Boyfriend. Of course. How could there not be a boyfriend? But there's no fucking way the boyfriend is driving. They'll be in the VIP area before and after the show. What if he gets trashed and tries to drive her home? This is exactly why I ordered the limo.
"Tell the limo driver to convince her and her friends to get in the damn car," I say patiently. "Tell him to point out the two bottles of Cristal on ice. Tell him to block the goddamn driveway. I don't care how, just make it happen."
"I told you, I'm working on it," Riley says cheerfully.
I summon patience. "What does that mean, Riley?"
"It means, it's a long fucking way from side stage to the hospital room."
"What?" What the hell is Riley talking about?
The door opens, and Riley strides forward in his maroon hipster pants, his eyes mischievous behind his glasses. He tosses my old cell phone on the bed beside me. "Convince her yourself, mate."
Adam crows. Riley gives him a withering look. "Come on then, Heartley. Gallant needs a bit of privacy, yeah?"
Adam slaps me on the back and then I am alone with my old cell phone, staring at Kat's picture, terrified that she won't take my call.

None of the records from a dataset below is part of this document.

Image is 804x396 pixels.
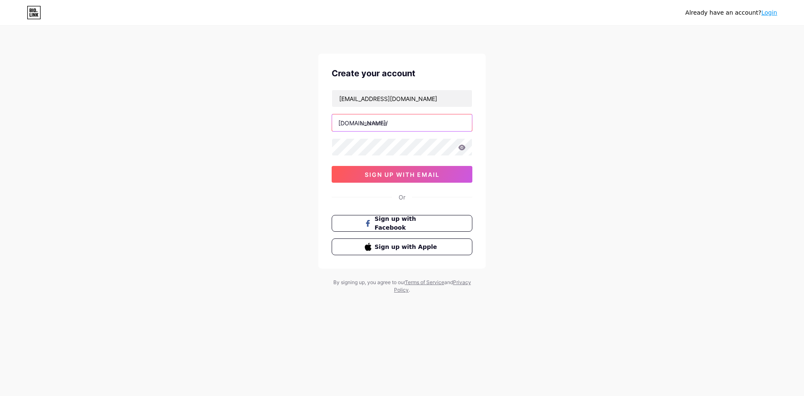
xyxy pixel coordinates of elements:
input: Email [332,90,472,107]
span: sign up with email [365,171,440,178]
div: [DOMAIN_NAME]/ [339,119,388,127]
span: Sign up with Facebook [375,215,440,232]
a: Terms of Service [405,279,445,285]
div: Already have an account? [686,8,778,17]
button: Sign up with Facebook [332,215,473,232]
div: Or [399,193,406,202]
div: Create your account [332,67,473,80]
span: Sign up with Apple [375,243,440,251]
a: Login [762,9,778,16]
button: sign up with email [332,166,473,183]
button: Sign up with Apple [332,238,473,255]
div: By signing up, you agree to our and . [331,279,473,294]
input: username [332,114,472,131]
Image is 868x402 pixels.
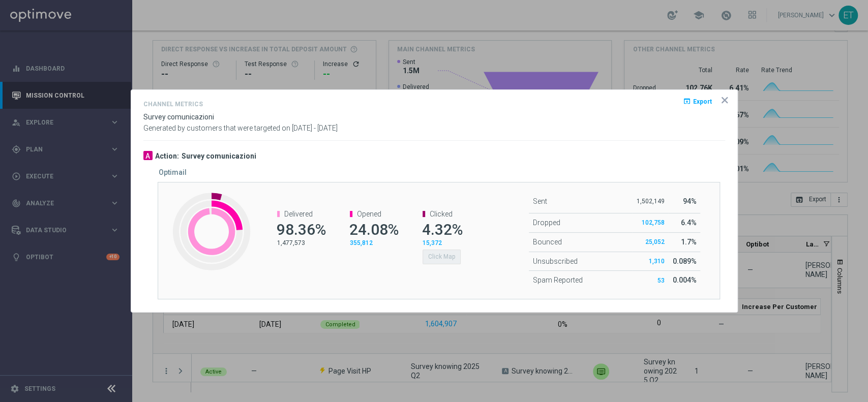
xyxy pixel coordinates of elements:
[181,152,256,161] h3: Survey comunicazioni
[657,277,664,284] span: 53
[349,240,373,246] span: 355,812
[693,98,712,104] span: Export
[641,219,664,226] span: 102,758
[422,221,463,238] span: 4.32%
[144,124,290,132] span: Generated by customers that were targeted on
[422,240,442,246] span: 15,372
[533,276,582,284] span: Spam Reported
[155,152,179,161] h3: Action:
[292,124,337,132] span: [DATE] - [DATE]
[144,151,153,160] div: A
[357,210,381,218] span: Opened
[636,197,664,205] p: 1,502,149
[533,257,577,265] span: Unsubscribed
[422,249,461,264] button: Click Map
[533,197,547,205] span: Sent
[682,97,691,105] i: open_in_browser
[144,113,214,121] span: Survey comunicazioni
[648,258,664,264] span: 1,310
[277,221,326,238] span: 98.36%
[533,238,561,246] span: Bounced
[672,276,696,284] span: 0.004%
[680,219,696,227] span: 6.4%
[430,210,452,218] span: Clicked
[277,239,325,247] p: 1,477,573
[682,95,712,107] button: open_in_browser Export
[284,210,313,218] span: Delivered
[672,257,696,265] span: 0.089%
[645,238,664,246] span: 25,052
[349,221,398,238] span: 24.08%
[144,101,203,107] h4: Channel Metrics
[533,219,560,227] span: Dropped
[680,238,696,246] span: 1.7%
[682,197,696,205] span: 94%
[159,168,186,177] h5: Optimail
[719,95,730,105] opti-icon: icon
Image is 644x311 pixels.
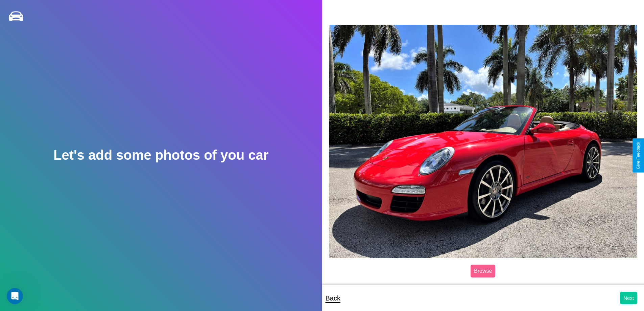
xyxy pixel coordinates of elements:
[636,142,641,169] div: Give Feedback
[326,292,341,304] p: Back
[53,147,269,163] h2: Let's add some photos of you car
[329,25,638,258] img: posted
[471,265,495,278] label: Browse
[620,292,637,304] button: Next
[7,288,23,304] iframe: Intercom live chat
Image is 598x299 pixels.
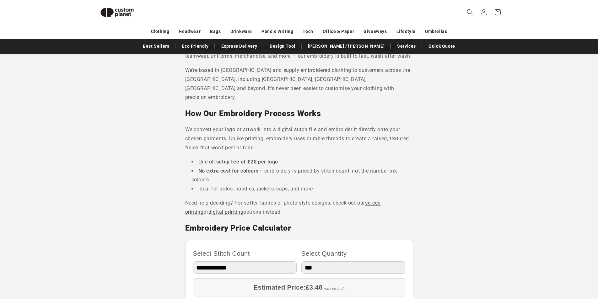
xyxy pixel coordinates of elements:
a: Umbrellas [425,26,447,37]
li: Ideal for polos, hoodies, jackets, caps, and more [191,184,413,194]
p: We’re based in [GEOGRAPHIC_DATA] and supply embroidered clothing to customers across the [GEOGRAP... [185,66,413,102]
a: Best Sellers [140,41,172,52]
a: Drinkware [230,26,252,37]
a: Office & Paper [322,26,354,37]
a: [PERSON_NAME] / [PERSON_NAME] [305,41,387,52]
img: Custom Planet [95,3,139,22]
span: each (ex VAT) [324,287,344,290]
h2: How Our Embroidery Process Works [185,109,413,119]
span: £3.48 [306,284,322,291]
a: Design Tool [266,41,298,52]
p: We convert your logo or artwork into a digital stitch file and embroider it directly onto your ch... [185,125,413,152]
a: Lifestyle [396,26,415,37]
iframe: Chat Widget [493,231,598,299]
label: Select Stitch Count [193,248,297,259]
div: Estimated Price: [193,278,405,296]
strong: setup fee of £20 per logo [216,159,278,165]
a: Quick Quote [425,41,458,52]
a: Pens & Writing [261,26,293,37]
p: Need help deciding? For softer fabrics or photo-style designs, check out our or options instead. [185,199,413,217]
a: Clothing [151,26,169,37]
a: Express Delivery [218,41,260,52]
li: — embroidery is priced by stitch count, not the number ink colours [191,167,413,185]
a: digital printing [208,209,243,215]
a: Giveaways [363,26,386,37]
label: Select Quantity [301,248,405,259]
strong: No extra cost for colours [198,168,258,174]
a: Services [394,41,419,52]
h2: Embroidery Price Calculator [185,223,413,233]
summary: Search [463,5,477,19]
a: Bags [210,26,221,37]
a: Tech [302,26,313,37]
a: Eco Friendly [178,41,211,52]
li: One-off [191,157,413,167]
a: Headwear [178,26,200,37]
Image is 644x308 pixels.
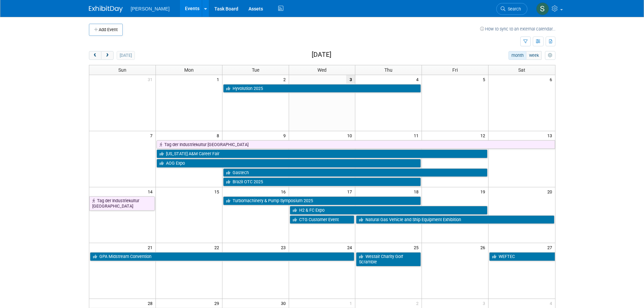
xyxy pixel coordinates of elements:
[213,243,222,252] span: 22
[482,299,488,307] span: 3
[216,131,222,140] span: 8
[156,140,555,149] a: Tag der Industriekultur [GEOGRAPHIC_DATA]
[525,51,541,60] button: week
[546,131,555,140] span: 13
[223,168,487,177] a: Gastech
[101,51,113,60] button: next
[119,68,126,73] span: Sun
[216,75,222,83] span: 1
[413,131,421,140] span: 11
[280,299,288,307] span: 30
[282,131,288,140] span: 9
[413,187,421,196] span: 18
[147,243,155,252] span: 21
[549,75,555,83] span: 6
[346,75,355,83] span: 3
[156,159,420,168] a: AOG Expo
[545,51,555,60] button: myCustomButton
[384,68,393,73] span: Thu
[131,6,170,11] span: [PERSON_NAME]
[496,3,527,15] a: Search
[413,243,421,252] span: 25
[213,299,222,307] span: 29
[508,51,526,60] button: month
[116,51,134,60] button: [DATE]
[147,75,155,83] span: 31
[223,84,421,93] a: Hyvolution 2025
[346,131,355,140] span: 10
[89,24,122,36] button: Add Event
[505,7,521,11] span: Search
[223,177,421,186] a: Brazil OTC 2025
[546,243,555,252] span: 27
[149,131,155,140] span: 7
[346,243,355,252] span: 24
[213,187,222,196] span: 15
[549,299,555,307] span: 4
[223,197,421,205] a: Turbomachinery & Pump Symposium 2025
[452,68,457,73] span: Fri
[356,252,420,266] a: Westair Charity Golf Scramble
[147,187,155,196] span: 14
[480,26,555,32] a: How to sync to an external calendar...
[546,187,555,196] span: 20
[480,187,488,196] span: 19
[356,216,554,224] a: Natural Gas Vehicle and Ship Equipment Exhibition
[346,187,355,196] span: 17
[89,197,155,210] a: Tag der Industriekultur [GEOGRAPHIC_DATA]
[311,51,331,59] h2: [DATE]
[482,75,488,83] span: 5
[89,6,122,13] img: ExhibitDay
[147,299,155,307] span: 28
[290,216,354,224] a: CTG Customer Event
[156,149,487,159] a: [US_STATE] A&M Career Fair
[184,68,194,73] span: Mon
[349,299,355,307] span: 1
[280,243,288,252] span: 23
[317,68,327,73] span: Wed
[89,51,101,60] button: prev
[518,68,525,73] span: Sat
[282,75,288,83] span: 2
[489,252,555,261] a: WEFTEC
[480,243,488,252] span: 26
[280,187,288,196] span: 16
[251,68,259,73] span: Tue
[536,2,549,15] img: Skye Tuinei
[415,75,421,83] span: 4
[415,299,421,307] span: 2
[290,206,488,215] a: H2 & FC Expo
[90,252,354,261] a: GPA Midstream Convention
[480,131,488,140] span: 12
[548,53,552,58] i: Personalize Calendar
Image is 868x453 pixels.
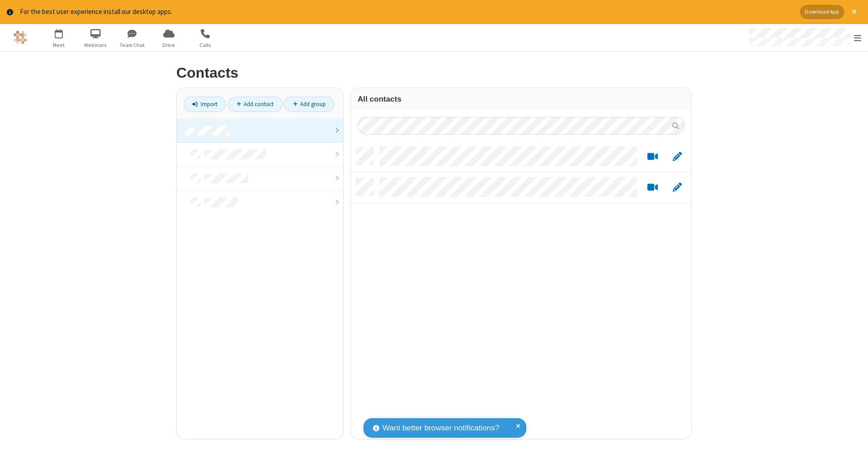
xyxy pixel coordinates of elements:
[800,5,843,19] button: Download App
[228,97,282,112] a: Add contact
[668,181,686,193] button: Edit
[79,41,113,49] span: Webinars
[740,24,868,51] div: Open menu
[382,422,499,434] span: Want better browser notifications?
[643,181,661,193] button: Start a video meeting
[668,151,686,162] button: Edit
[152,41,186,49] span: Drive
[351,141,691,439] div: grid
[358,95,684,103] h3: All contacts
[115,41,149,49] span: Team Chat
[643,151,661,162] button: Start a video meeting
[284,97,335,112] a: Add group
[3,24,37,51] button: Logo
[176,65,692,80] h2: Contacts
[19,7,793,17] div: For the best user experience install our desktop apps.
[183,97,226,112] a: Import
[188,41,222,49] span: Calls
[847,5,861,19] button: Close alert
[42,41,76,49] span: Meet
[14,30,27,44] img: QA Selenium DO NOT DELETE OR CHANGE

This is ridiculous. I've traveled the world, my net worth is currently somewhere over twenty-five million, and I've been with dozens and dozens of beautiful women in the past two years. And I'm terrified to call a girl whose splinters I've pulled, a girl I taught to play video games, a girl I shared the best and worst night of my life with. Fuck, I'm pathetic.
I open my throat to the bourbon and then I press send.